I plan to do a more in-depth write-up of the ones I liked the best in the future.

More Reading in 2022

Here to as much or more reading in 2022 as in 2021 if possible.

Please leave a comment if you read any of these books and your thoughts.

 

Learned More

Getting rid of my cable TV a year and a half ago and the pandemic has made me use my time better to learn even at my age. It’s been helpful having no commute now.

Learning on Night and Weekends

So after my nightly walk after work or on the weekends, I watched YouTube videos to learn things. I have even purchased courses on fermenting, JavaScript, etc.

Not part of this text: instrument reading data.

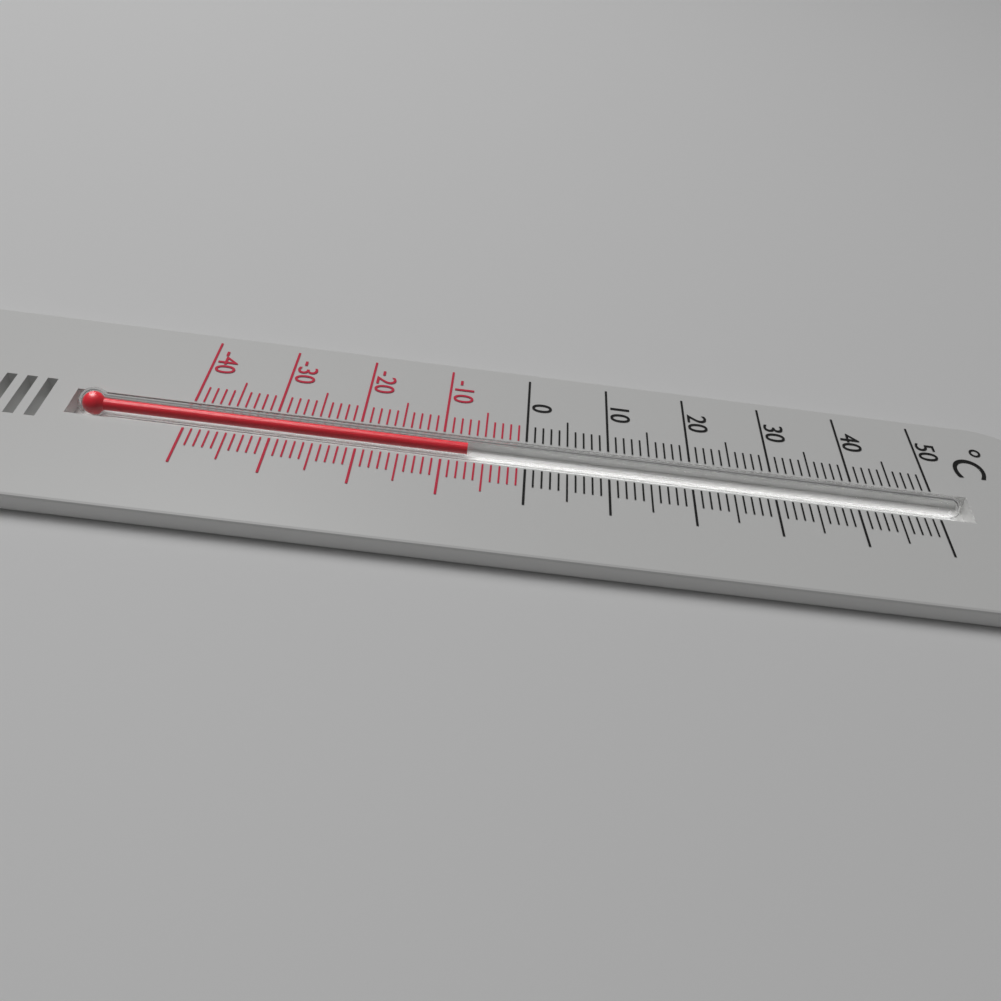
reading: -7 °C
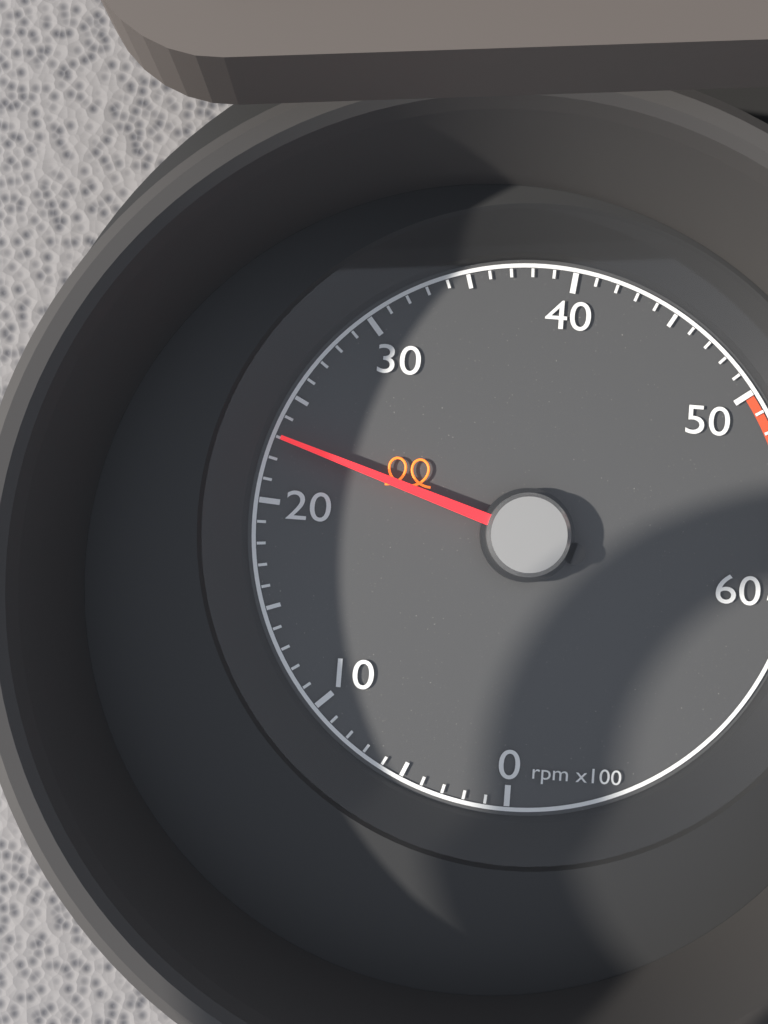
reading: 2300 rpm
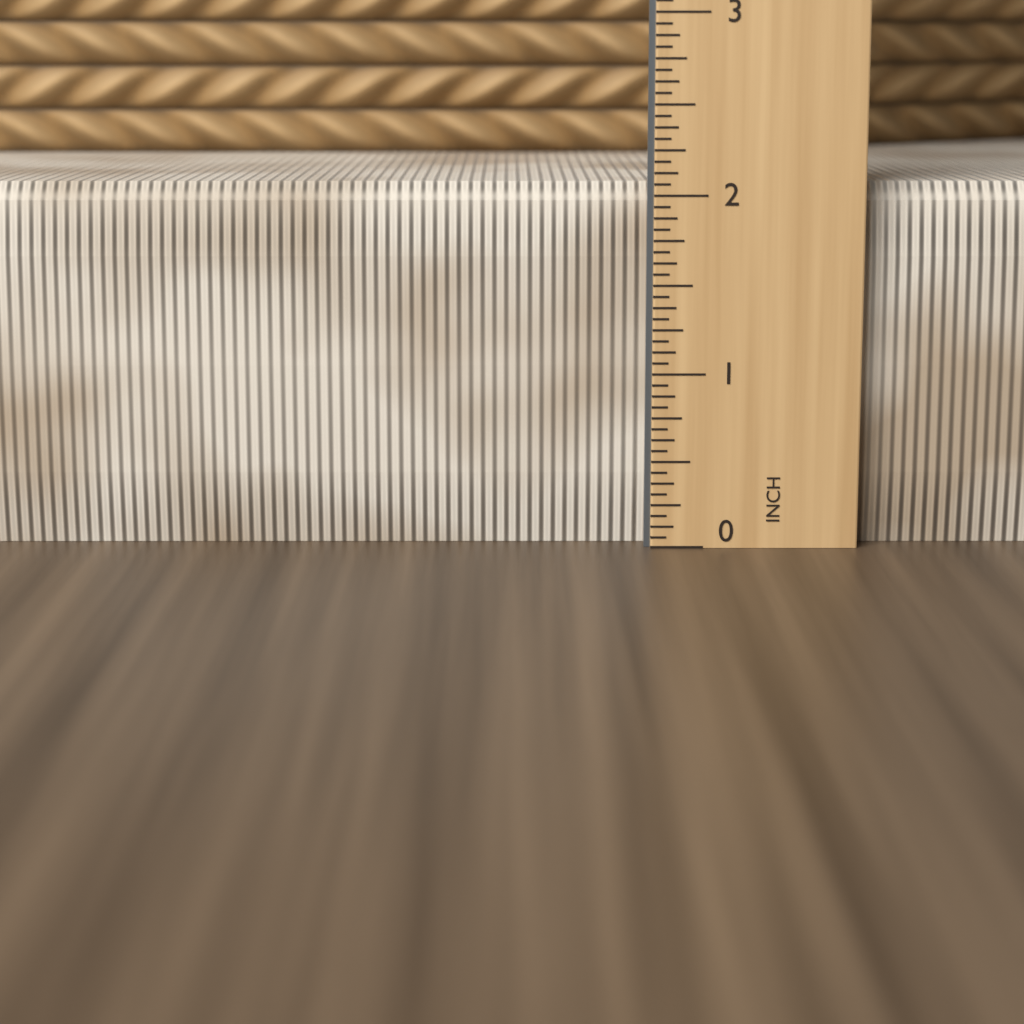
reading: 2.0625 in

Creative Mornings Fields Trips have allowed me to learn about tortilla making (wheat and corn), creativity, painting with pastels,  and a few others. I will have to gather my notes from them and post a few notes at a later date.

With the pandemic, I have attended a lot more remote conferences and other events. I have also used my time to read many books, articles, blog posts, etc. A future post or two on those I attended events I have attended and the things I have read to come.

YouTube and Other Videos

Some of the things I have spent time learning about on YouTube are the following. There is homesteading/small scale farming. Which includes growing my own food and raise animals for when I get my plot of land. The land will have a tiny house of between 600 – 900 square feet. At least that is my thinking of a reasonably sized tiny house to live in full time.

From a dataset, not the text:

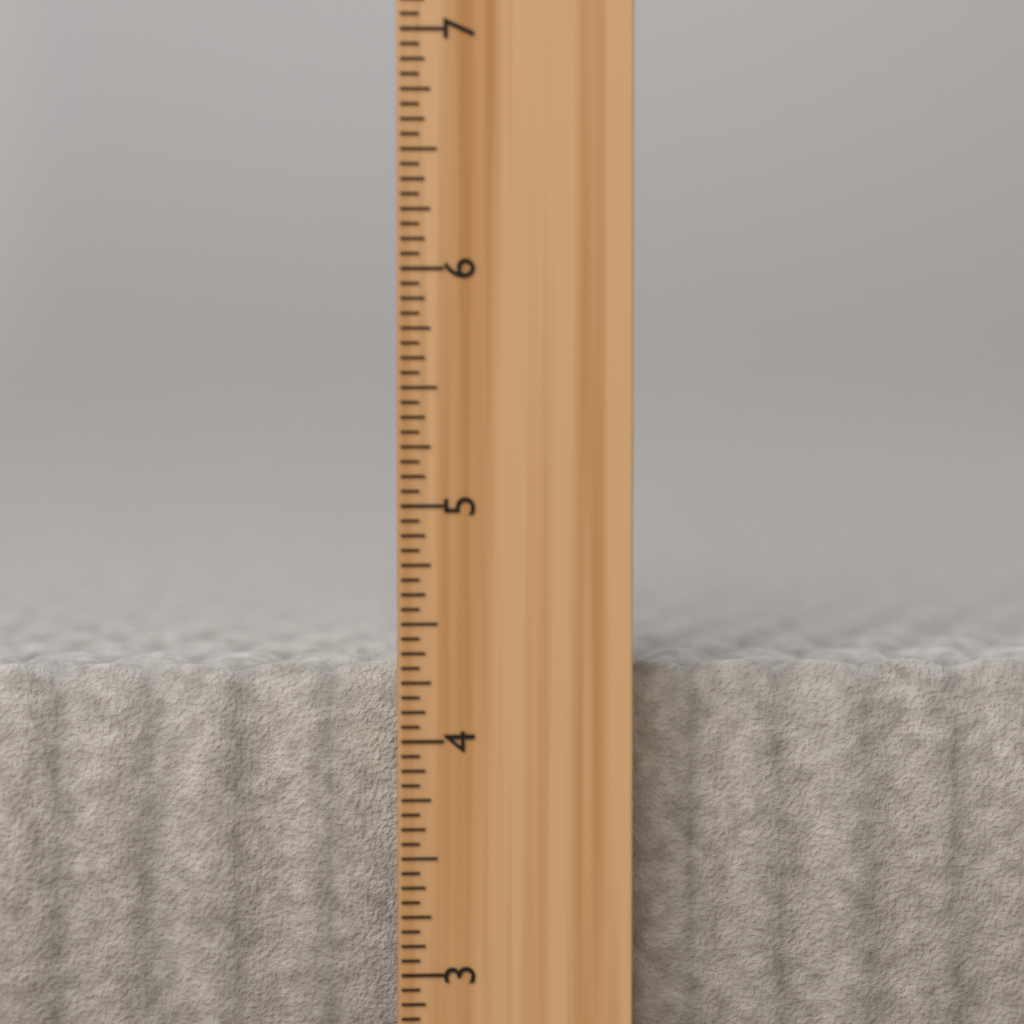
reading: 4.3125 inch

I have also been watching videos on, cooking. Some of them are known cooking professionals while others are not, but have been become YouTube famous, so to speak.

Below is a list of a few of them with links to their YouTube channels.

Remote Book Club

I joined a remote JavaScript book club in mid-January 2020.  We have worked our way through the four of the “You Don’t Know JavaScript Yet” books in the series of six books. Okay, we are actually finishing up the last chapter of the four-book this week.

The format we started with was reading the free version of the second editions on GitHub one chapter at a time. Then we read the first editions for books three and four because the newer books hadn’t been updated yet.

Even More Learning

There are more things I have learned, which I have to wait until I have time to write other blog posts.

Please add any recommendations in the comments of things that fall into the above categories I should look at.